CrypTen currently runs on Linux and Mac with Python 3.7. Windows is not supported. We also do not currently support computation on GPUs.

For Linux or Mac

pip install crypten

If you want to run the examples in the examples directory, you should also do the following

pip install -r requirements.examples.txt

Examples

To run the examples in the examples directory, you additionally need to clone the repo and

pip install -r requirements.examples.txt

We provide examples covering a range of models in the examples directory

  1. The linear SVM example, mpc_linear_svm, generates random data and trains a SVM classifier on encrypted data.
  2. The LeNet example, mpc_cifar, trains an adaptation of LeNet on CIFAR in cleartext and encrypts the model and data for inference.
  3. The TFE benchmark example, tfe_benchmarks, trains three different network architectures on MNIST in cleartext, and encrypts the trained model and data for inference.
  4. The bandits example, bandits, trains a contextual bandits model on encrypted data (MNIST).
  5. The imagenet example, mpc_imagenet, performs inference on pretrained models from torchvision.
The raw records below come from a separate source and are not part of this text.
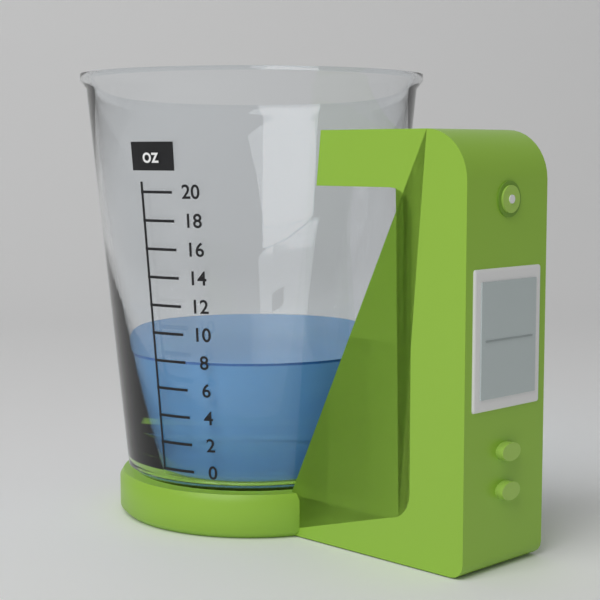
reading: 8 oz
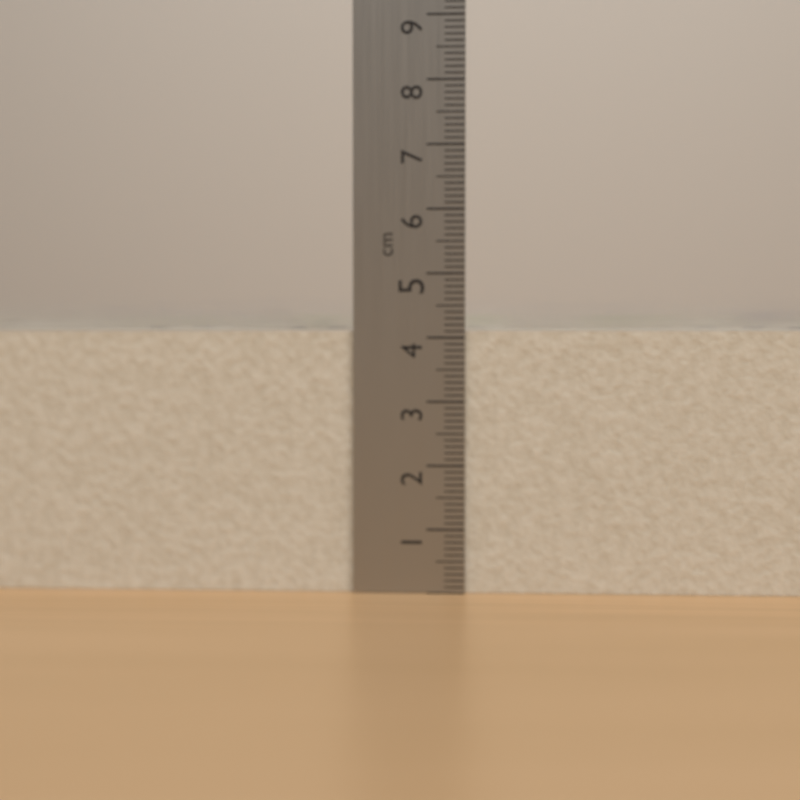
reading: 4.1 cm
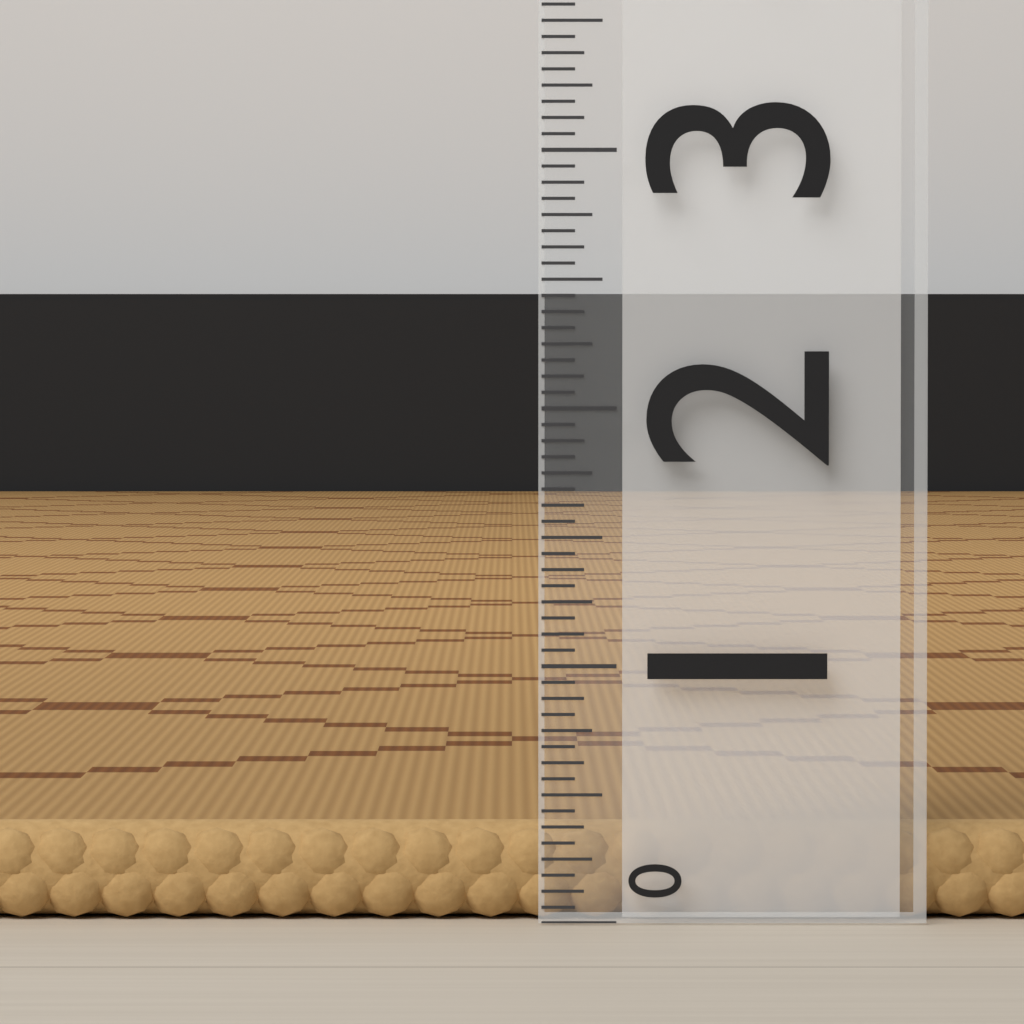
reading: 0.3750 (no unit)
For examples that train in cleartext, we also provide pre-trained models in cleartext in the model subdirectory of each example subdirectory.
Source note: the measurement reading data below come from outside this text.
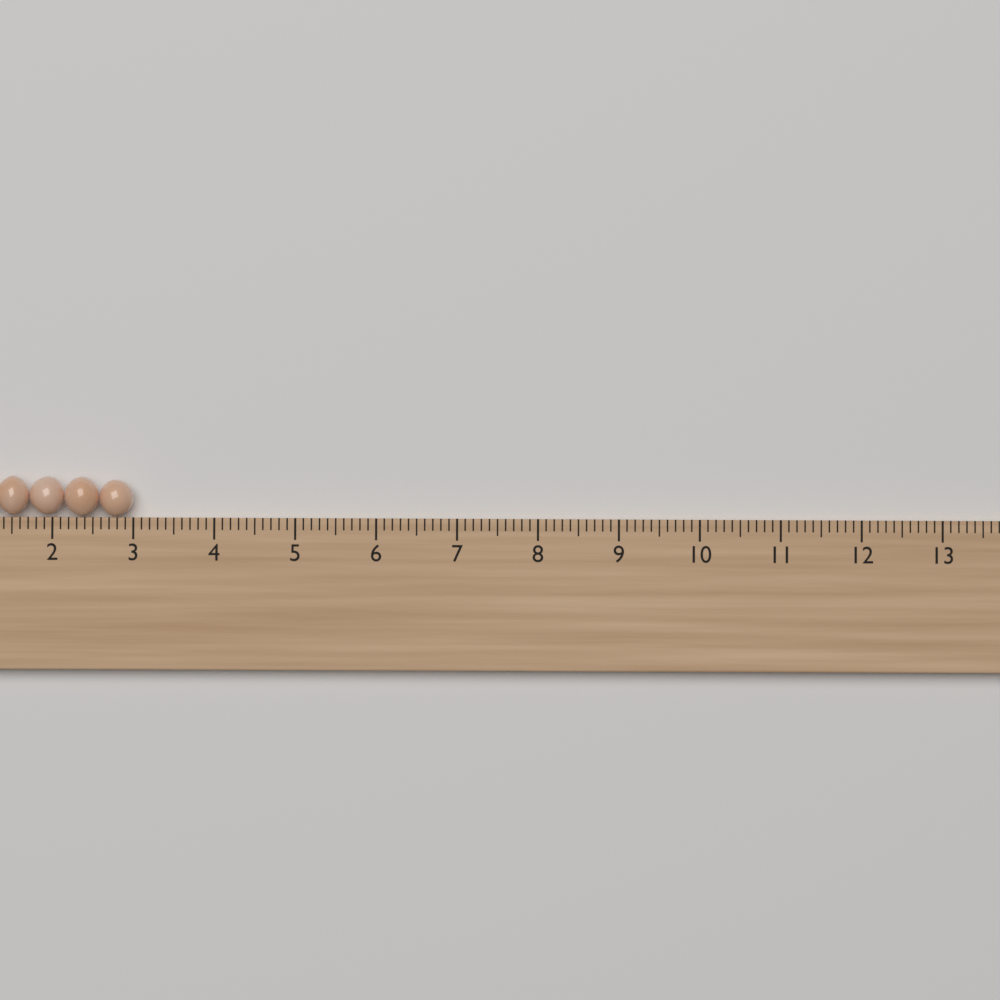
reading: 3.0 cm
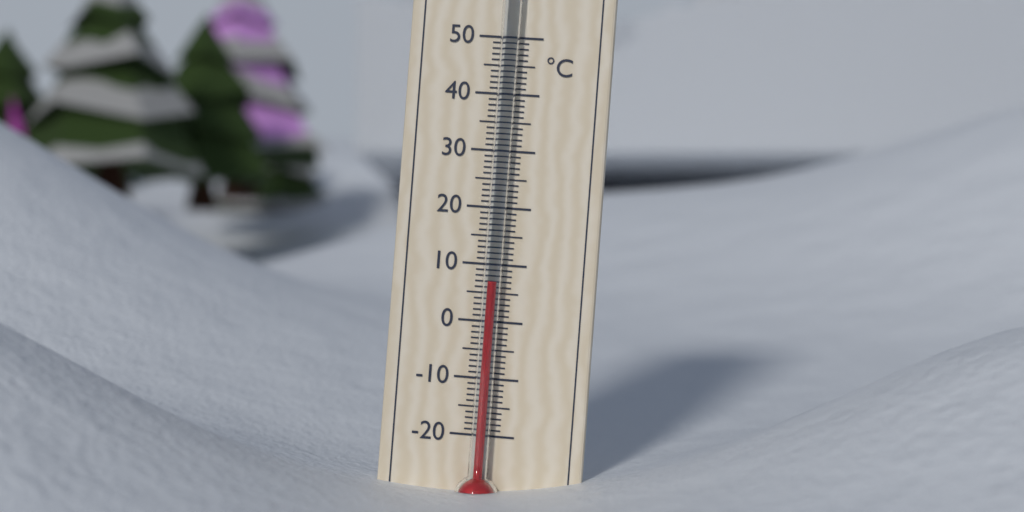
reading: 7 °C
You can check all example specific command line options by doing the following; shown here for tfe_benchmarks:

python examples/tfe_benchmarks/launcher.py --help

How CrypTen works

We have a set of tutorials in the tutorials directory to show how CrypTen works. These are presented as Jupyter notebooks so please install the following in your conda environment

conda install ipython jupyter
pip install -r requirements.examples.txt
  1. Introduction.ipynb - an introduction to Secure Multiparty Compute; CrypTen's underlying secure computing protocol; use cases we are trying to solve and the threat model we assume.
  2. Tutorial_1_Basics_of_CrypTen_Tensors.ipynb - introduces CrypTensor, CrypTen's encrypted tensor object, and shows how to use it to do various operations on this object.
  3. Tutorial_2_Inside_CrypTensors.ipynb – delves deeper into CrypTensor to show the inner workings; specifically how CrypTensor uses MPCTensor for its backend and the two different kind of sharings, arithmetic and binary, are used for two different kind of functions. It also shows CrypTen's MPI-inspired programming model.
  4. Tutorial_3_Introduction_to_Access_Control.ipynb - shows how to train a linear model using CrypTen and shows various scenarios of data labeling, feature aggregation, dataset augmentation and model hiding where this is applicable.
  5. Tutorial_4_Classification_with_Encrypted_Neural_Networks.ipynb – shows how CrypTen can load a pre-trained PyTorch model, encrypt it and then do inference on encrypted data.
  6. Tutorial_5_Under_the_hood_of_Encrypted_Networks.ipynb - examines how CrypTen loads PyTorch models, how they are encrypted and how data moves through a multilayer network.
  7. Tutorial_6_CrypTen_on_AWS_instances.ipynb - shows how to use scrips/aws_launcher.py to launch our examples on AWS. It can also work with your code written in CrypTen.
  8. Tutorial_7_Training_an_Encrypted_Neural_Network.ipynb - introduces the automatic differentiation functionality of CrypTensor. This functionality makes it easy to train neural networks in CrypTen.

Documentation and citing

CrypTen is documented here.

The protocols and design protocols are described in this paper. If you want to cite CrypTen in your papers (much appreciated!), you can cite it as follows:

@inproceedings{crypten2020,
  author={B. Knott and S. Venkataraman and A.Y. Hannun and S. Sengupta and M. Ibrahim and L.J.P. van der Maaten},
  title={CrypTen: Secure Multi-Party Computation Meets Machine Learning},
  booktitle={Proceedings of the NeurIPS Workshop on Privacy-Preserving Machine Learning},
  year={2020},
}

Join the CrypTen community

Please contact us to join the CrypTen community on Slack

See the CONTRIBUTING file for how to help out.

License

CrypTen is MIT licensed, as found in the LICENSE file.